With the Hz-level laser metrology in-place, subsequently we record and reconstructed several music pieces in the laboratory environment using a high-speed 16-bit oscilloscope to show the feasibility of remote and covert sound detection. Figure 4a shows the real-time sound detection of “UCLA fight song” and its spectrogram, with Fig. 4a the original sound waveform and Fig. 4b its spectrogram over 10 s. Figures 4b and 4c show the recorded and reconstructed waveforms from the control (blue) and error (pink) signals respectively. Slow-varying drift of control signal is suppressed by RF high-pass filtering with a 400 Hz cutoff frequency. Even though the error signal is locked to the zero point, the unsuppressed components have sound signal information. Since the control signal has more information below 1.5 kHz where most human voice is distributed, the control signal based sound information is clearer than the error signal based information. However, error signal based sound signal includes higher frequency overtones than control signal based one, from the impulse response measurements noted in Supplementary Information Sections S2. As shown in Supplementary multimedia 1, the reconstructed lyrics of “UCLA fight song” is clearly audible for both control and error signal based music records. In frequency domain, error signal based sound signal shows relatively clearer sound signal over the locking bandwidth, as described in previous section. A comparison of our mm-thickness beamsplitter with a few micrometer-thickness pellicle beam splitter is also noted in Supplementary Information Sections S3. Sound signal higher than 5 kHz is attenuated since it is above the mechanical transfer function of the target window but it is still sufficient to receive and distinguish male and female voices remotely as illustrated in supplementary multimedia 1.
Figure 5 shows further examples of the real-time music recording waveform reconstructions and its corresponding spectrograms. Left panels (a,c,e) are control signal based results and right panels (b,d,f) are error signal based results. Figures S4a-d are songs from a female singer, and Figures S4e-f are from a male singer. All data are converted into “.wav” file format (see supplementary multimedia) and these .wav files are converted into spectrograms as shown in Figures S4 b,d,e. As described in main text, the control signal based waveforms have a stronger signal than error signal based waveforms, while the error signal based waveforms have higher frequency components. From these results, we confirm that our metrology can record both male and female voice overtones at the remote site.

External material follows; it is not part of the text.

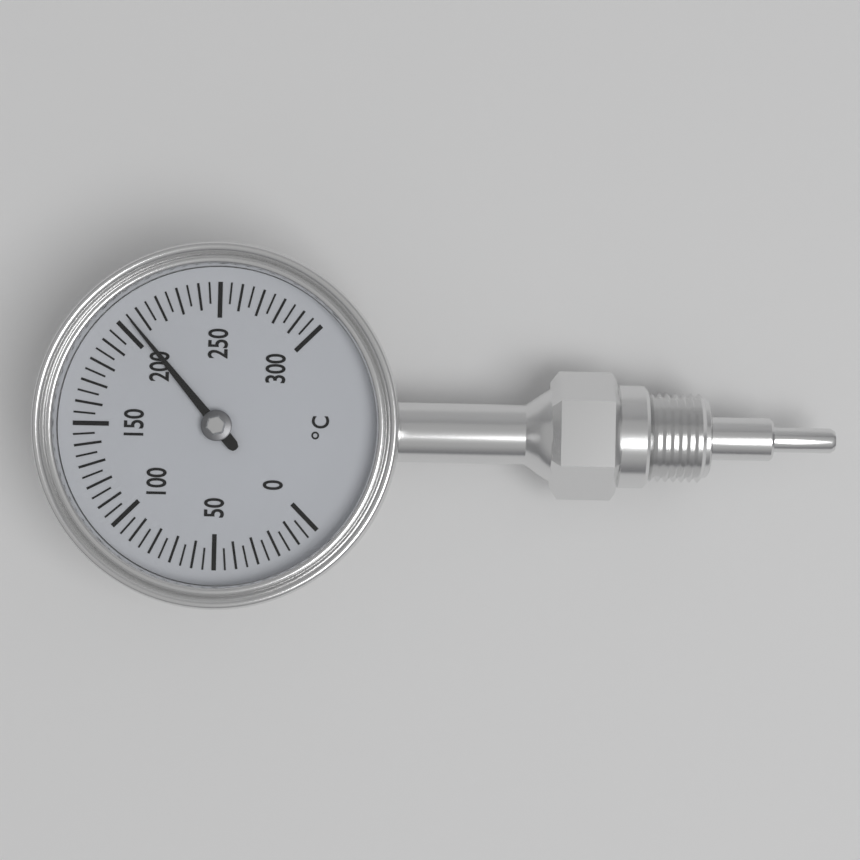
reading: 205 °C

In summary we have shown remote and local sound detection via picometric homodyne laser interferometry. A Fabry-Perot cavity stabilized Hz-level linewidth laser with 10–15 fractional frequency instability enables picometric displacement measurement over ≈ 30 meters remote distances. Our precision homodyne laser interferometer achieves displacement noise background of 1.5 pm/Hz1/2 near 10 kHz, limited by laser frequency noise. We show the measurement capability of sound detection up to 100 kHz at remote locations about 30 m away, with a measurement range extended using high-speed electronics. The measurement method demonstrated in this study shows long-term operation via stabilization of the homodyne signal regardless of phase wrapping by long-term drift. We measure sounds from 140 Hz to 15 kHz to verify frequency-dependent displacement intensities, with acoustic sensing sensitivities as sub-nm/Pa across our conversational frequency overtones. We confirm that our methodology is able to measure sounds ranging from 2 mPa to 2 kPa, with a dynamic range determined between 60 dB to 100 dB, within the laser λ/4 displacement. With the noise floors and sensitivities determined, we successfully recorded and recreated several music sounds including female and male voices behind a window at typical conversation volumes. We believe that our proposed platform has the potential for laser sound sensing, ultrasound sensing and practical realization of optical frequency standards for acoustic measurements.